Bad Astronomy

LED By the Nose

There’s a road not far from my house that cuts across a lot of farmland. I drive on it to get to my boss’s house, or when I go to visit the wine country in Sonoma or Napa valley. It’s a beautiful drive, with lots of rolling hills, vineyards, and cows.

At the crest of a hill is a crossroad that leads into a residential neighborhood. To give the folks who live there a chance to get out, the cars on the main road have to stop at the hill top. A stop sign isn’t very useful there, because the speed limit is 60 mph on the big road, and you’d never see it in time. A stop light might help, but they’re expensive, and the small amount of traffic from the neighborhood doesn’t warrant it.

So the engineers put in a flashing red light, which can be seen for hundreds of meters away. On the drive, I can always spot it from quite a distance, blinking on and off about once every second. As I mentioned, the drive is quite nice in that area, which is conducive to long, unbroken chains of thought. A few months ago I was watching the light blinking as I approached it, and I suddenly realized that if the light blinks once per second, it must flash 31 million times per year!

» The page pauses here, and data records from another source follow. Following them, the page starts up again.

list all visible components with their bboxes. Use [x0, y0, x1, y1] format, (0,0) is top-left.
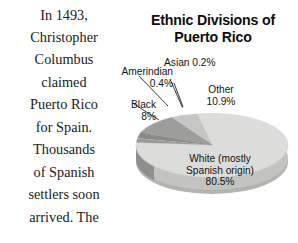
slice-label-amerindian-value: 0.4% [93, 78, 173, 90]
slice-label-other-value: 10.9% [190, 96, 252, 108]
slice-label-asian-text: Asian 0.2% [164, 57, 216, 68]
slice-label-white-value: 80.5% [164, 176, 276, 188]
slice-label-asian: Asian 0.2% [164, 57, 248, 69]
pie-slice-white-right [197, 113, 288, 145]
article-line: Thousands [0, 138, 128, 160]
pie-chart-figure: Ethnic Divisions of Puerto Rico [128, 0, 298, 243]
leader-line-asian [174, 83, 183, 107]
article-line: Christopher [0, 26, 128, 48]
article-line: In 1493, [0, 4, 128, 26]
slice-label-other: Other 10.9% [190, 84, 252, 107]
slice-label-black: Black 8% [94, 99, 156, 122]
slice-label-white: White (mostly Spanish origin) 80.5% [164, 153, 276, 188]
figure-page: In 1493, Christopher Columbus claimed Pu… [0, 0, 298, 243]
slice-label-white-line-2: Spanish origin) [164, 165, 276, 177]
slice-label-white-line-1: White (mostly [189, 153, 251, 164]
slice-label-black-value: 8% [94, 111, 156, 123]
article-line: arrived. The [0, 206, 128, 228]
slice-label-amerindian: Amerindian 0.4% [93, 66, 173, 89]
article-line: settlers soon [0, 183, 128, 205]
slice-label-black-name: Black [131, 99, 156, 110]
slice-label-other-name: Other [208, 84, 233, 95]
article-line: of Spanish [0, 161, 128, 183]
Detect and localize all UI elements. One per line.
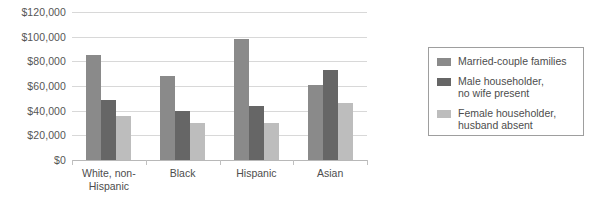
x-axis-category-label: Asian xyxy=(293,167,367,180)
legend-item-label: Male householder, no wife present xyxy=(458,75,544,100)
x-axis-category-label: Hispanic xyxy=(220,167,294,180)
y-axis-tick-label: $120,000 xyxy=(21,6,66,18)
x-axis-tick xyxy=(220,160,221,165)
bar xyxy=(190,123,205,160)
y-axis-tick-label: $60,000 xyxy=(27,80,66,92)
bar xyxy=(264,123,279,160)
x-axis-tick xyxy=(367,160,368,165)
y-axis-tick-label: $100,000 xyxy=(21,31,66,43)
legend-item: Male householder, no wife present xyxy=(437,75,577,100)
bar xyxy=(234,39,249,160)
x-axis-tick xyxy=(146,160,147,165)
bar-group xyxy=(72,12,146,160)
bar xyxy=(338,103,353,160)
y-axis: $120,000$100,000$80,000$60,000$40,000$20… xyxy=(0,12,66,160)
bar xyxy=(249,106,264,160)
legend-swatch-icon xyxy=(437,78,451,86)
chart-legend: Married-couple familiesMale householder,… xyxy=(428,47,584,136)
bars-layer xyxy=(72,12,367,160)
x-axis: White, non- HispanicBlackHispanicAsian xyxy=(72,160,367,201)
bar xyxy=(101,100,116,160)
x-axis-tick xyxy=(293,160,294,165)
y-axis-tick-label: $0 xyxy=(54,154,66,166)
legend-item: Female householder, husband absent xyxy=(437,107,577,132)
bar xyxy=(160,76,175,160)
y-axis-tick-label: $20,000 xyxy=(27,129,66,141)
bar xyxy=(175,111,190,160)
bar-group xyxy=(146,12,220,160)
bar-group xyxy=(293,12,367,160)
legend-item-label: Female householder, husband absent xyxy=(458,107,556,132)
grouped-bar-chart: $120,000$100,000$80,000$60,000$40,000$20… xyxy=(0,0,590,201)
y-axis-tick-label: $40,000 xyxy=(27,105,66,117)
bar-group xyxy=(220,12,294,160)
legend-item: Married-couple families xyxy=(437,55,577,68)
bar xyxy=(116,116,131,160)
bar xyxy=(323,70,338,160)
x-axis-category-label: White, non- Hispanic xyxy=(72,167,146,192)
x-axis-tick xyxy=(72,160,73,165)
y-axis-tick-label: $80,000 xyxy=(27,55,66,67)
x-axis-category-label: Black xyxy=(146,167,220,180)
legend-swatch-icon xyxy=(437,58,451,66)
bar xyxy=(308,85,323,160)
legend-item-label: Married-couple families xyxy=(458,55,567,68)
bar xyxy=(86,55,101,160)
legend-swatch-icon xyxy=(437,110,451,118)
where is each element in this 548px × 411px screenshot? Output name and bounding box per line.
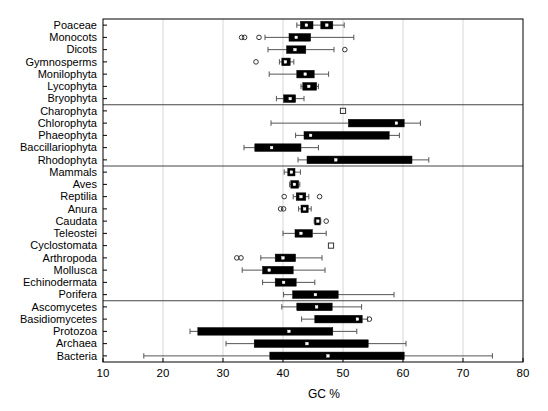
- median-marker: [306, 342, 309, 345]
- box-iqr: [198, 328, 333, 336]
- median-marker: [317, 220, 320, 223]
- x-tick-label: 20: [157, 367, 170, 379]
- median-marker: [308, 85, 311, 88]
- category-label: Bryophyta: [47, 92, 97, 104]
- category-label: Baccillariophyta: [20, 141, 98, 153]
- category-label: Monilophyta: [38, 68, 98, 80]
- median-marker: [327, 355, 330, 358]
- category-label: Rhodophyta: [38, 154, 98, 166]
- boxplot-chart: 1020304050607080 PoaceaeMonocotsDicotsGy…: [0, 0, 548, 411]
- median-marker: [268, 269, 271, 272]
- median-marker: [356, 318, 359, 321]
- box-iqr: [255, 144, 301, 152]
- x-tick-label: 60: [397, 367, 410, 379]
- category-label: Charophyta: [40, 105, 98, 117]
- category-label: Gymnosperms: [25, 56, 97, 68]
- category-label: Teleostei: [54, 227, 97, 239]
- median-marker: [300, 195, 303, 198]
- median-marker: [309, 134, 312, 137]
- median-marker: [282, 257, 285, 260]
- category-label: Anura: [68, 203, 98, 215]
- box-iqr: [270, 352, 404, 360]
- box-iqr: [297, 303, 332, 311]
- category-label: Caudata: [55, 215, 97, 227]
- category-label: Mammals: [49, 166, 97, 178]
- category-label: Reptilia: [60, 190, 98, 202]
- box-iqr: [307, 156, 412, 164]
- boxplot-item: [298, 156, 429, 164]
- category-label: Archaea: [56, 337, 98, 349]
- median-marker: [295, 36, 298, 39]
- median-marker: [300, 232, 303, 235]
- box-iqr: [275, 279, 296, 287]
- median-marker: [335, 159, 338, 162]
- x-tick-label: 80: [517, 367, 530, 379]
- median-marker: [284, 61, 287, 64]
- median-marker: [303, 208, 306, 211]
- category-label: Chlorophyta: [38, 117, 98, 129]
- x-tick-label: 30: [217, 367, 230, 379]
- median-marker: [290, 171, 293, 174]
- median-marker: [294, 48, 297, 51]
- boxplot-item: [290, 181, 300, 189]
- median-marker: [293, 183, 296, 186]
- category-label: Aves: [73, 178, 98, 190]
- category-label: Lycophyta: [47, 80, 98, 92]
- box-iqr: [289, 34, 311, 42]
- category-label: Ascomycetes: [32, 301, 98, 313]
- box-iqr: [263, 266, 294, 274]
- category-label: Poaceae: [54, 19, 97, 31]
- median-marker: [288, 330, 291, 333]
- category-label: Porifera: [58, 288, 97, 300]
- chart-root: 1020304050607080 PoaceaeMonocotsDicotsGy…: [0, 0, 548, 411]
- median-marker: [395, 122, 398, 125]
- median-marker: [304, 73, 307, 76]
- boxplot-item: [301, 83, 318, 91]
- box-iqr: [315, 315, 362, 323]
- box-iqr: [295, 230, 312, 238]
- box-iqr: [275, 254, 295, 262]
- category-label: Echinodermata: [23, 276, 98, 288]
- boxplot-item: [296, 132, 400, 140]
- category-label: Basidiomycetes: [20, 313, 98, 325]
- boxplot-item: [190, 328, 357, 336]
- median-marker-secondary: [326, 24, 329, 27]
- category-label: Bacteria: [57, 350, 98, 362]
- median-marker: [289, 97, 292, 100]
- box-iqr: [254, 340, 368, 348]
- category-label: Mollusca: [54, 264, 98, 276]
- x-tick-label: 40: [277, 367, 290, 379]
- x-tick-label: 50: [337, 367, 350, 379]
- category-label: Dicots: [66, 43, 97, 55]
- category-label: Cyclostomata: [30, 239, 98, 251]
- x-tick-label: 10: [97, 367, 110, 379]
- median-marker: [314, 293, 317, 296]
- category-label: Arthropoda: [43, 252, 98, 264]
- category-label: Protozoa: [53, 325, 98, 337]
- median-marker: [315, 306, 318, 309]
- median-marker: [282, 281, 285, 284]
- category-label: Monocots: [49, 31, 97, 43]
- median-marker: [270, 146, 273, 149]
- x-axis-title: GC %: [308, 387, 340, 401]
- x-tick-label: 70: [457, 367, 470, 379]
- median-marker: [305, 24, 308, 27]
- category-label: Phaeophyta: [38, 129, 98, 141]
- box-iqr: [304, 132, 389, 140]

I was amazed. What kind of light bulb could take that kind of stress? A normal bulb would explode after a short time. Ever notice how bulbs always seem to burn out when you flip the switch to turn them on? That’s because the current flowing into them is like a flood, and it stresses the filament. A nice constant flow of electricity doesn’t put much stress on the filament, but a sudden torrent of it does.

So how does the red light at that hilltop last for so long? One day, I happened to mention this story to my officemate, and he looked at me like I was an idiot. “It’s an LED,” he said.

Aha! Light Emitting Diodes answered my question. You’ve seen LEDs: they’re behind the Hulkishly green glowing numerals used in alarm clocks, for example. LEDs are fundamentally different than incandescent bulbs. A regular bulb has a piece of wire which gets hot when you run a current through it. So in a sense it gives off light for the same reason stars do: hot things emit light.

LEDs, though, give off light for a very different reason. Indulge me in an analogy: When you jump down off the last step in a staircase, your feet hit the floor and make a noise. You have just converted gravity to sound! The energy of your descent (which comes from gravity) is used to move air in waves (which makes sound). The same thing happens to electrons, too. When they move in an electric potential (in a sense, the electromagnetic equivalent of gravity) they also convert their energy gained into waves, but in this case those waves are light.

In an LED, electrons move when a current is applied. They respond by giving off light. There are a number of advantages here: for one thing, there is no filament. Electrons are happy to move back and forth zillions of times without worry. So LEDs last a long, long time. It’s not hard to make a lot of light using LEDs, either. I have a pen with an LED in one end, and it’s so bright it’s hard to look at, yet it only uses two little batteries. The color can be controlled as well, so you can have red, green, and blue LEDs.

That’s why the stop light at that hilltop uses LEDs. They’re bright, so I can see the light from a long way off. They can be made red, which is rather useful for a stop light. It can blink on and off literally millions of times a year without malfunction. And they can last for many years, so you don’t have to replace them very often.

And it gets better. You can combine red, green, and blue LEDs to make white light. The light generated this way is bright, cheap (LEDs are tremendously more efficient than not only incandescent bulbs but also compact fluorescents), and last virtually forever. I think they may soon replace light bulbs. Other people do too. This could easily save billions of dollars in energy costs, which is particularly useful these days.

I love stuff like this. It’s so cool! And it’s another reminder to people that understanding science can lead to amazing and unexpected ways of making our lives better.